Improve the ESA with Property Rights Protections


The National Center’s environmental and regulatory project held a briefing on Capitol Hill today, in conjunction with the Capital Research Center.

Happily, Hill interest in the possibility of improving the Endangered Species Act in a manner that protects property rights appears to be high. We reserved a room in the Senate’s Russell building that holds 50 people, yet 60 people showed up. Wonderful — though next time, we’ll have to order more box lunches.

“Improve the ESA by Protecting Private Property Rights” Say Panelists at Capitol Hill Briefing on the Endangered Species Act

Washington, D.C. – At a standing room-only briefing on Capitol Hill today, several leading policy organizations advised that strong property rights protections should be included in any Endangered Species Act reform effort.

The lunch briefing was sponsored by The National Center for Public Policy Research and the Capital Research Center.

Pointing out that over 99 percent of the species listed as endangered or threatened under the ESA have failed to recover, and the devastation the Act has inflicted on private property owners, regional economies and public works projects, panelists at the event stressed that protecting property rights would not only bring relief to American landowners, but would also better protect species.

“While the Endangered Species Act has failed miserably at saving rare plants and animals, it has excelled in making life miserable for many in the human population,” said Peyton Knight, director of environmental and regulatory affairs for the National Center, and a panelist.

“ESA-related costs are paid in an inequitable way,” added Knight. “Although Congress determined in 1973 that the preservation of endangered species was in the interest of the U.S. as a whole, Congress did not arrange for the nation as a whole to bear the costs of recovery. Instead, these costs are largely borne by the private landowners on whose property rare species are found, regardless of the ability of any particular landowner to bear these costs.”

Approximately 90 percent of all endangered or threatened species habitat is found on non-federally owned land.

The ESA’s structure works against its success. The law pits species against landowners — often the very owners of the land on which rare species live. This adversarial relationship works against the interests of both and often is referred to as the “perverse incentive” problem within the Act, because those who harbor endangered species on their property, or merely own land suitable as habitat for such species, can find themselves subject to crippling land use restrictions. To avoid such restrictions and the losses in property values that accompany them, some landowners choose to preemptively sterilize their land to keep rare species away.

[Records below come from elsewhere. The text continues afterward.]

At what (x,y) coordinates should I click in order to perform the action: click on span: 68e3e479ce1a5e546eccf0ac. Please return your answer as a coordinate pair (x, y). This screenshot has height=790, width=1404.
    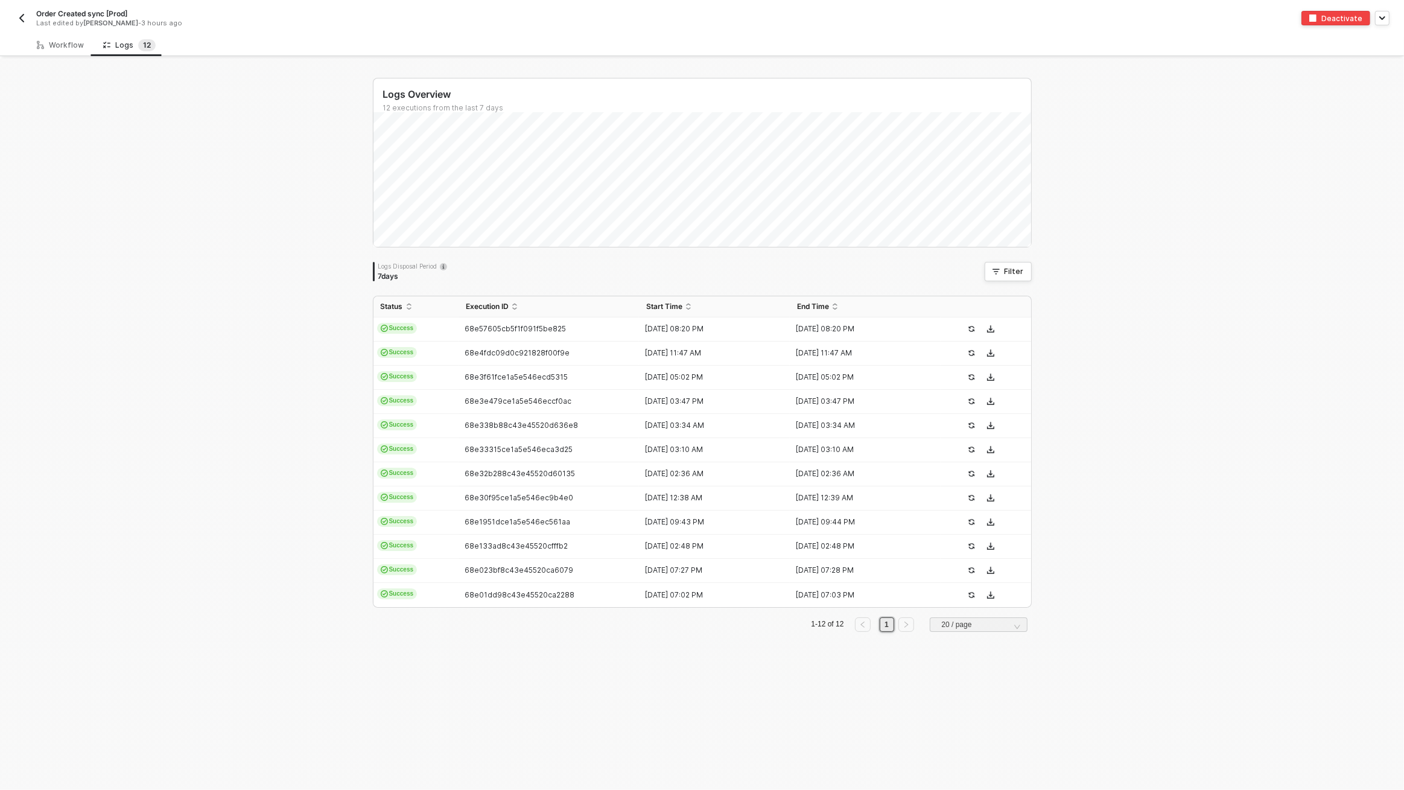
    Looking at the image, I should click on (518, 401).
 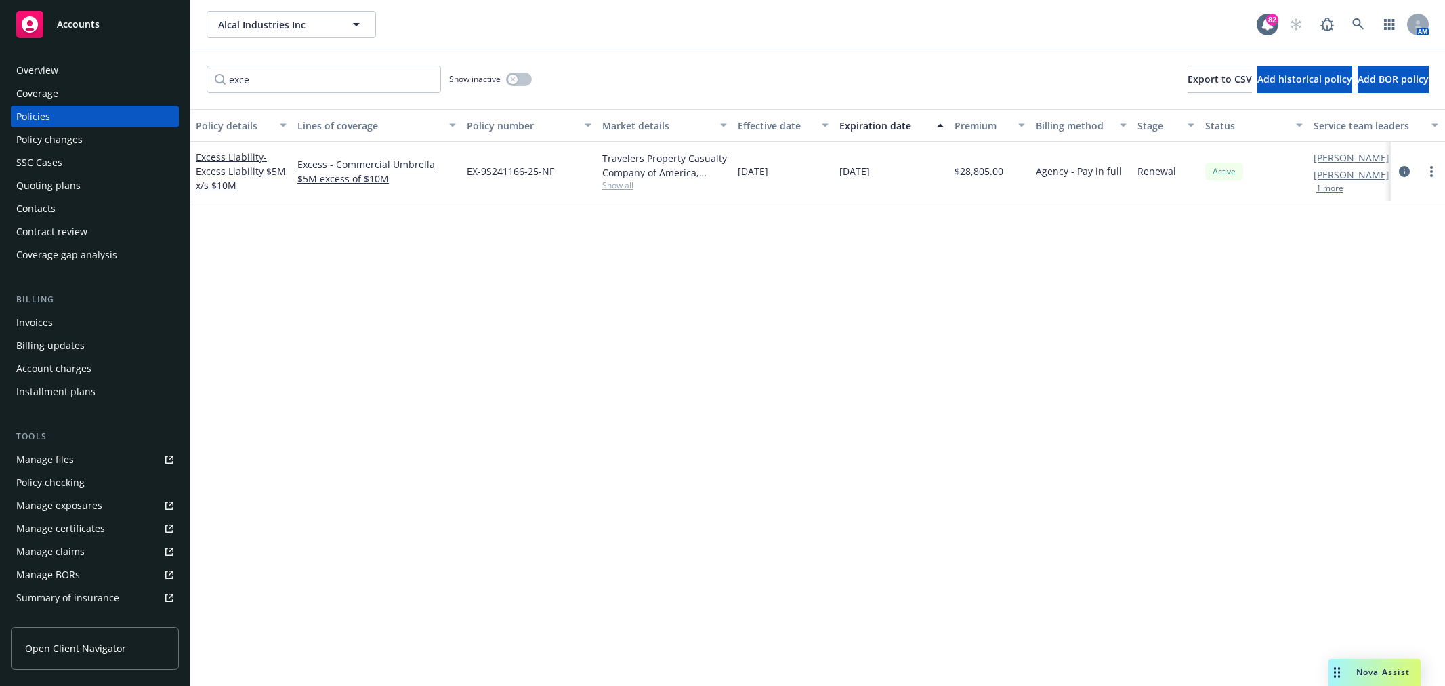 I want to click on div: Quoting plans, so click(x=48, y=186).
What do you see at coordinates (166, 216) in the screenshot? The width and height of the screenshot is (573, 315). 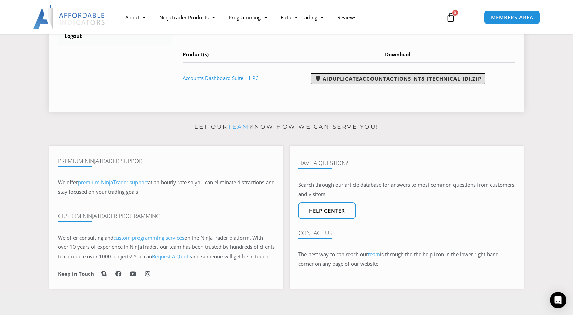 I see `h4: Custom NinjaTrader Programming` at bounding box center [166, 216].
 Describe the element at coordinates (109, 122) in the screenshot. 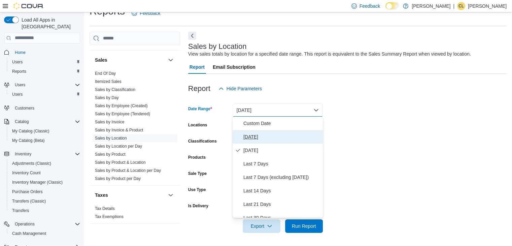

I see `span: Sales by Invoice` at that location.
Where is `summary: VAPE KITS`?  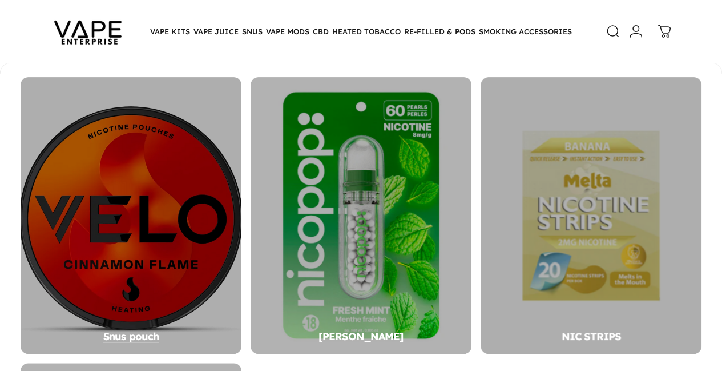 summary: VAPE KITS is located at coordinates (170, 31).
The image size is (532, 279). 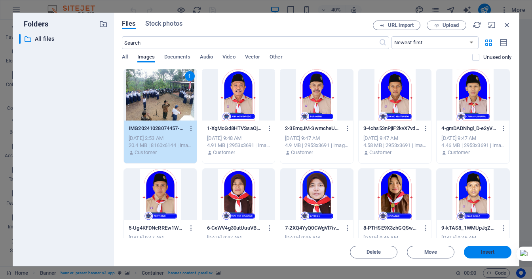 I want to click on span: Other, so click(x=276, y=58).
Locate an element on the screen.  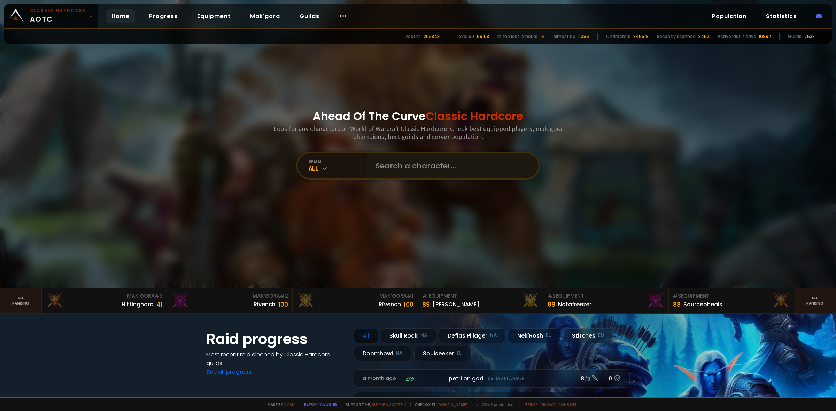
a: #2Equipment88Notafreezer is located at coordinates (606, 301).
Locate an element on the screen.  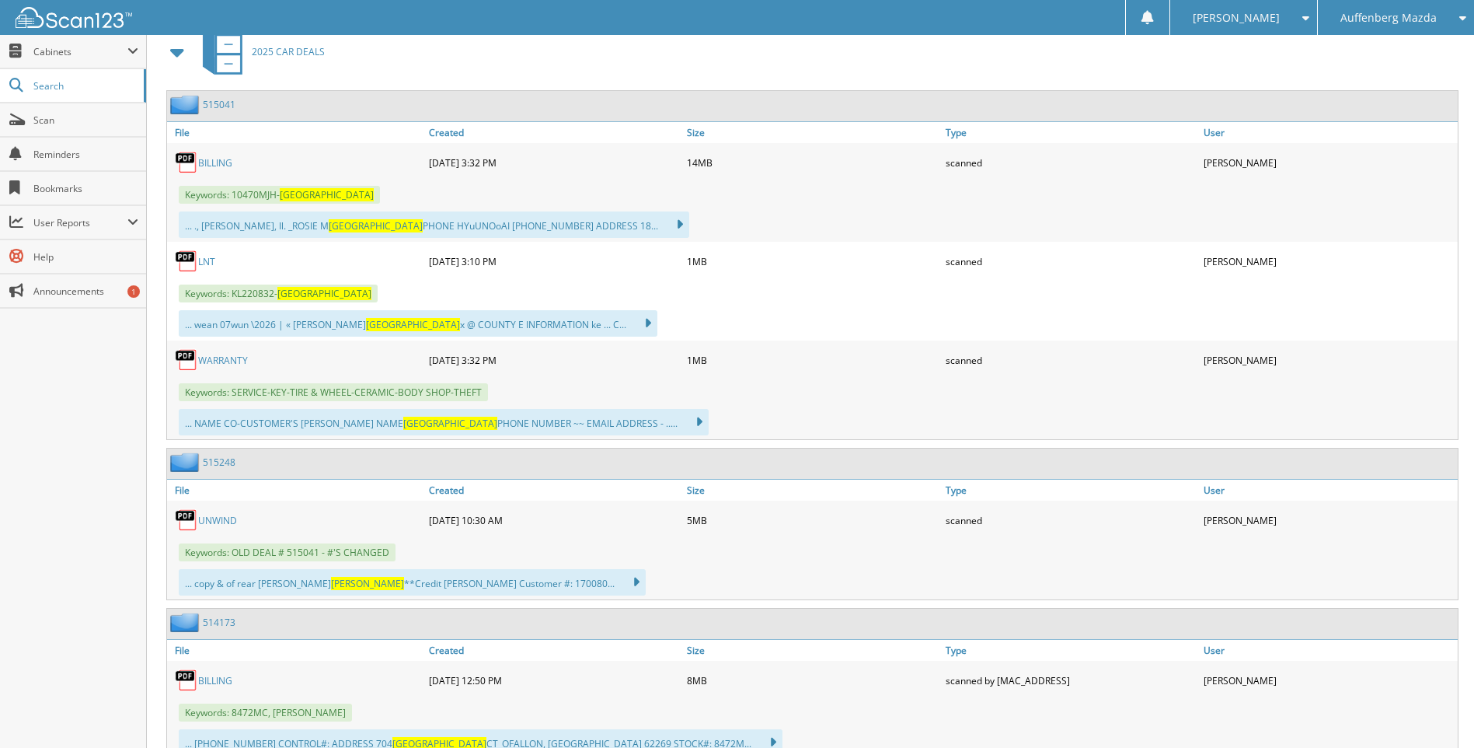
div: 14MB is located at coordinates (812, 162).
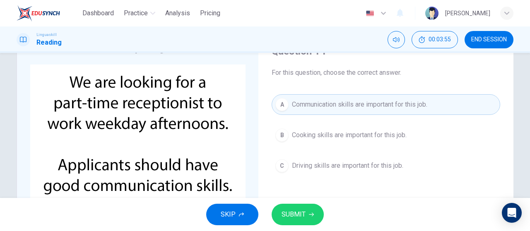 The width and height of the screenshot is (530, 231). Describe the element at coordinates (210, 13) in the screenshot. I see `a: Pricing` at that location.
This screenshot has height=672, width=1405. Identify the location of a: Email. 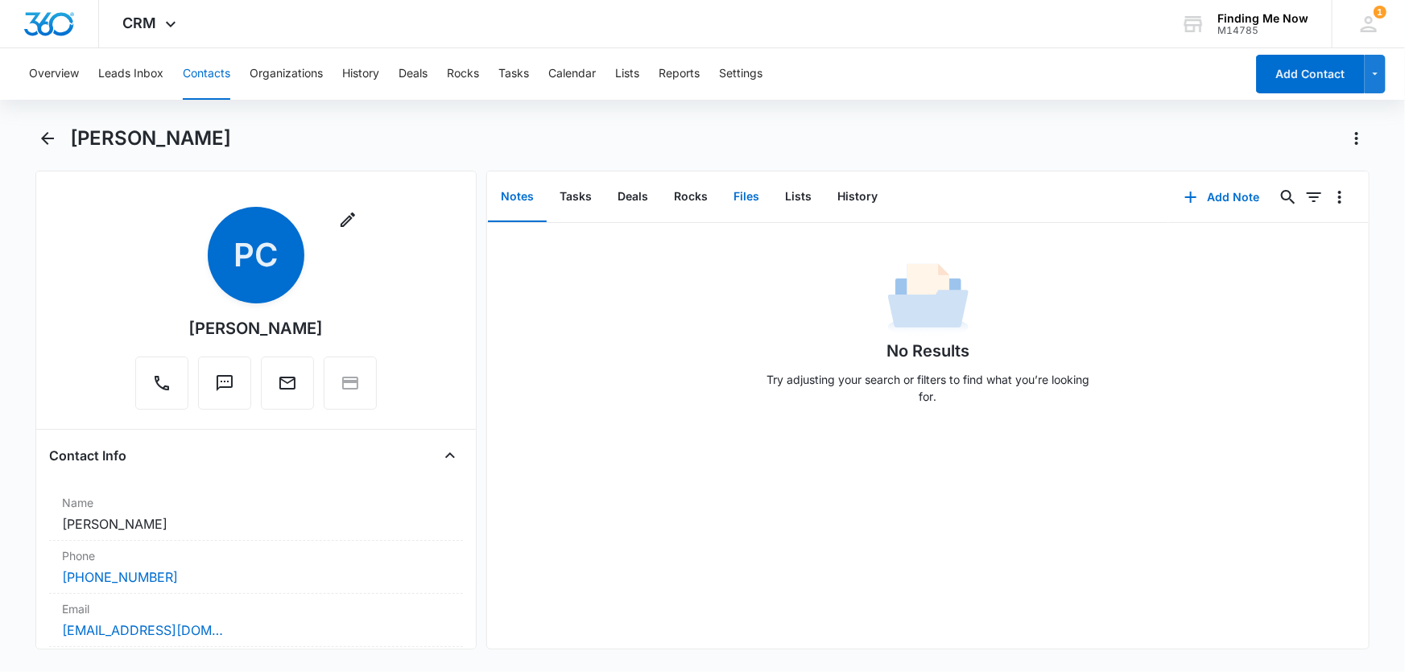
(287, 388).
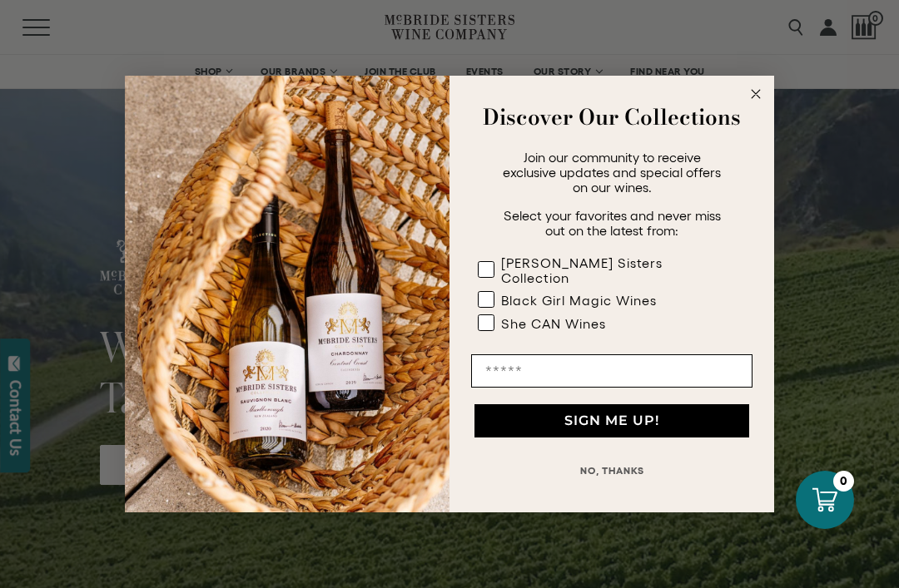 Image resolution: width=899 pixels, height=588 pixels. Describe the element at coordinates (756, 94) in the screenshot. I see `button: Close dialog` at that location.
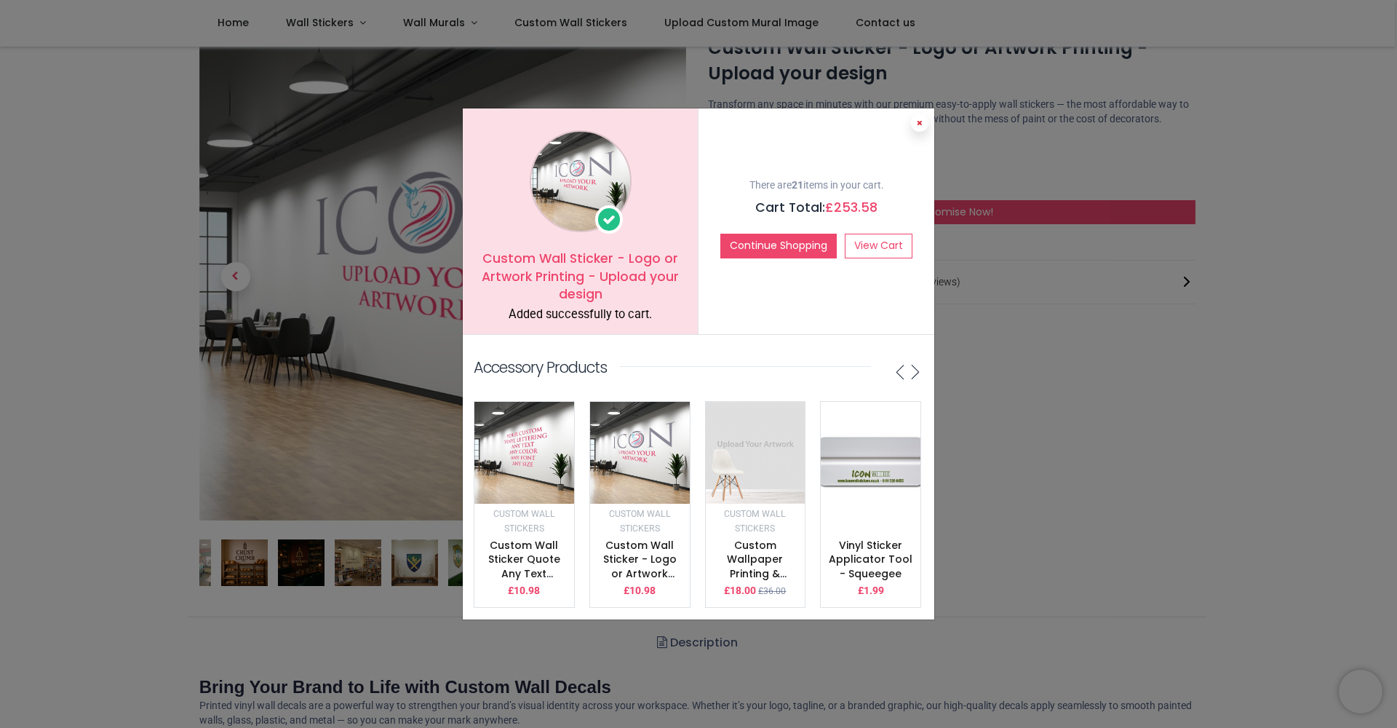  What do you see at coordinates (874, 590) in the screenshot?
I see `span: 1.99` at bounding box center [874, 590].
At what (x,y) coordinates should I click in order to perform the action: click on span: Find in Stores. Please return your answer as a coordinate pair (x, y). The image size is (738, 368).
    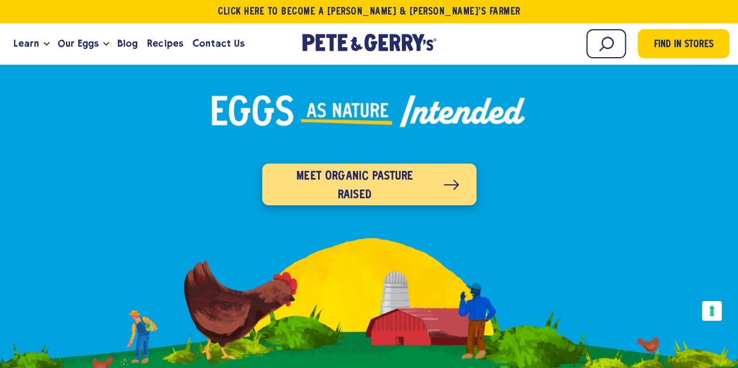
    Looking at the image, I should click on (683, 45).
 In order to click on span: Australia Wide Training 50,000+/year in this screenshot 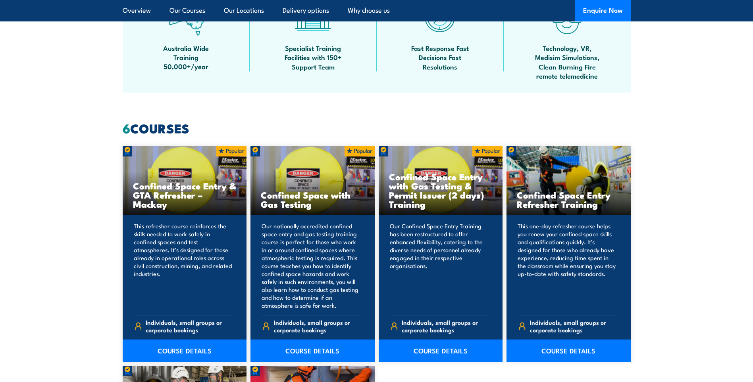, I will do `click(186, 57)`.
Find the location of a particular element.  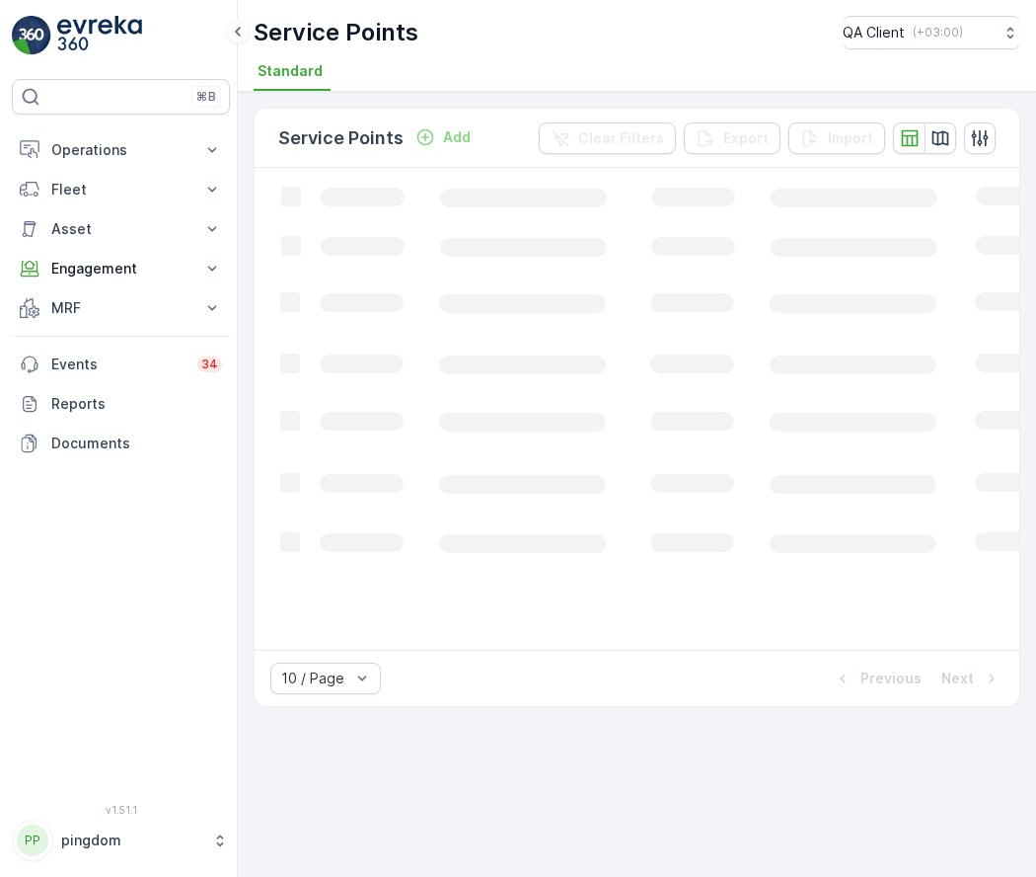

p: MRF is located at coordinates (120, 308).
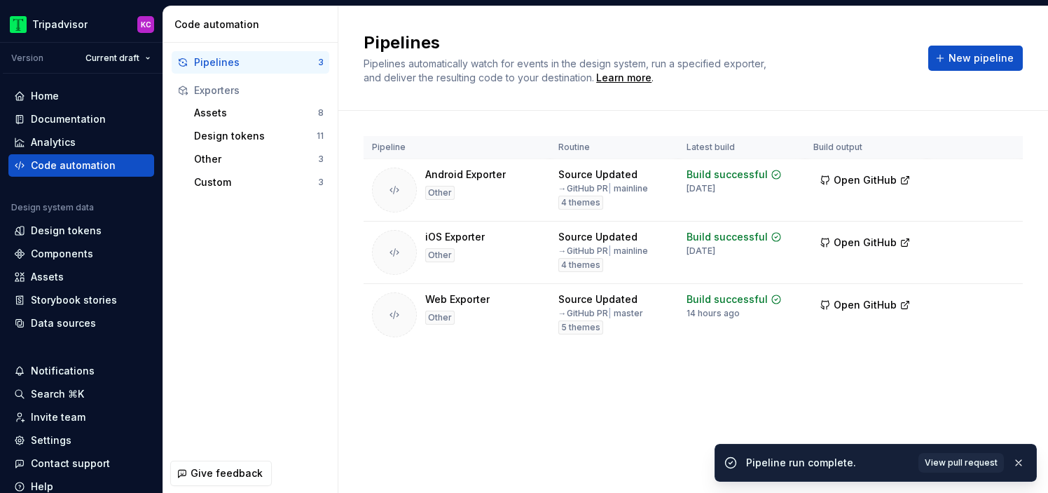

“The ESA is bad for people and bad for species. Leading environmentalists, federal and state wildlife officials, and defenders of property rights have all agreed that the ESA is destructive of wildlife and habitat because its perverse incentives — penalizing good private stewardship — cause private landowners to be fearful of protecting endangered species,” said panelist R.J. Smith, National Center Senior Fellow.

“There has been wide agreement on this for over a decade. Yet few in Congress have demonstrated the courage and statesmanship to cut through this Gordian Knot and reform the ESA so that it will actually protect endangered species by protecting landowners. It’s time for a change,” added Smith.

The panel, which in addition to Peyton Knight and R.J. Smith from The National Center for Public Policy Research, included Terrence Scanlon and David Hogberg of the Capital Research Center and Myron Ebell of the Competitive Enterprise Institute, agreed that, at a minimum, the “perverse incentives” problem should be addressed. This can be done by fairly compensating property owners who lose the right to use their land due to restrictions under the Endangered Species Act.

“If the government takes a person’s land to build a highway, the property owner is compensated,” said Knight. “If the government takes the use of a person’s land to protect a rare species, however, the property owner is not compensated. This inequity must be addressed.”

Last year, the House of Representatives approved an Endangered Species Act reform bill that promises to provide such restitution to landowners. The Senate has yet to put forward any comparable measure.

The National Center for Public Policy Research is a non-partisan, non-profit educational foundation founded in 1982 and based in Washington, D.C.



The National Center for Public Policy Research is a communications and research foundation supportive of a strong national defense and dedicated to providing free market solutions to today’s public policy problems. We believe that the principles of a free market, individual liberty and personal responsibility provide the greatest hope for meeting the challenges facing America in the 21st century.